Health reform also eliminates the favorable tax treatment for retiree drug subsidies (RDS) that employers have received to handle Medicare Part D prescription drug benefits within their group. So employers are looking to contract out or direct retirees to local Part D contractors.
“We knew this was a path employers were going to get to eventually, the caps on your plans and your willingness to spend is going to overrule the tax treatment benefit on the RDS payment,” Winkler said. “There is a better equation for the organization and for retirees now than without the ACA, but it was probably an equation an employer would have hit in a few years anyways.”
There is a robust marketplace now with Medicare plans available that are priced effectively and well regulated, whether it is through individual Medigap health plans, organizations like AARP, or Medicare Advantage, or private exchanges, he said.

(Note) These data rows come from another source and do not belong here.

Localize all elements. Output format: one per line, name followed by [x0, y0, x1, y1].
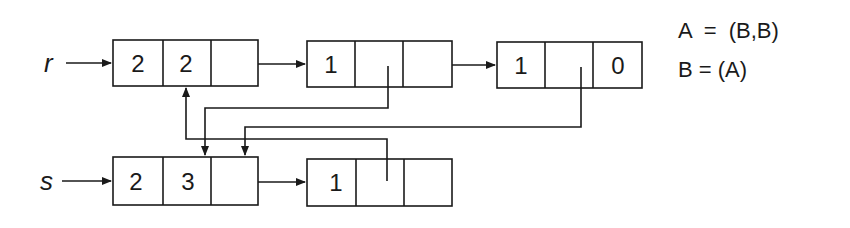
pointer-label-r: r	[44, 48, 54, 78]
cell-value: 2	[129, 168, 142, 195]
link-s2-sublist-to-r1	[186, 88, 387, 181]
cell-value: 2	[131, 50, 144, 77]
cell-value: 1	[324, 51, 337, 78]
cell-value: 1	[329, 169, 342, 196]
link-r2-sublist-to-s1	[205, 66, 388, 155]
cell-value: 3	[181, 168, 194, 195]
legend-line-a: A = (B,B)	[678, 18, 779, 44]
cell-value: 1	[514, 52, 527, 79]
cell-value: 0	[611, 52, 624, 79]
link-r3-sublist-to-s1	[245, 67, 581, 155]
legend-line-b: B = (A)	[678, 57, 747, 83]
pointer-label-s: s	[40, 166, 53, 196]
cell-value: 2	[179, 50, 192, 77]
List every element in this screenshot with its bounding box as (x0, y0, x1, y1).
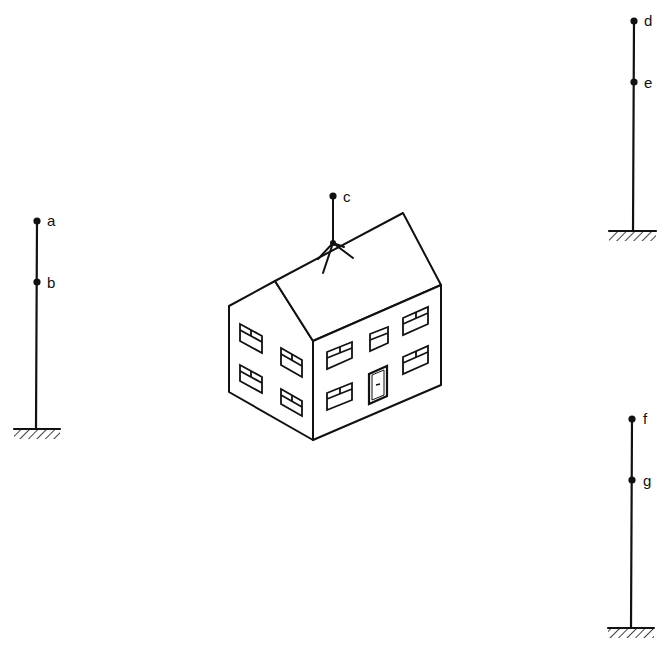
antenna-base-dot (330, 240, 336, 246)
point-f-label: f (643, 410, 648, 427)
ground-hatch (609, 232, 656, 241)
point-g-dot (628, 476, 635, 483)
pole-shaft (631, 419, 632, 628)
left-pole: a b (14, 212, 60, 439)
point-a-dot (33, 217, 40, 224)
front-door (369, 366, 387, 404)
lower-right-pole: f g (608, 410, 654, 638)
point-b-label: b (47, 274, 55, 291)
point-c-label: c (343, 188, 351, 205)
ground-hatch (14, 430, 60, 439)
point-e-dot (630, 78, 637, 85)
pole-shaft (633, 21, 634, 231)
point-e-label: e (644, 74, 652, 91)
ground-hatch (608, 629, 654, 638)
point-g-label: g (643, 472, 651, 489)
point-d-label: d (644, 12, 652, 29)
point-f-dot (628, 415, 635, 422)
point-a-label: a (47, 212, 56, 229)
point-d-dot (630, 17, 637, 24)
point-b-dot (33, 278, 40, 285)
pole-shaft (36, 221, 37, 428)
point-c-dot (329, 192, 336, 199)
upper-right-pole: d e (609, 12, 656, 241)
door-handle (376, 384, 380, 385)
house: c (229, 188, 441, 440)
diagram-canvas: a b d e f g (0, 0, 670, 664)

And public exchanges will have options for pre-65 retirees.
[See also: Employers plan pay tactics to cut costs]
In another report, Towers Watson found similar trends accelerating in its survey of 420 large and mid-size companies to discontinue group plans for their post-65 retirees. In a news release, the professional services firm said that employers discontinuing such plans will increase from 25 percent in 2014 to 44 percent in 2015. Likewise, the percentage of firms that may cease their plan for pre-65 retirees will soar from 10 percent in 2014 to 38 percent in 2015.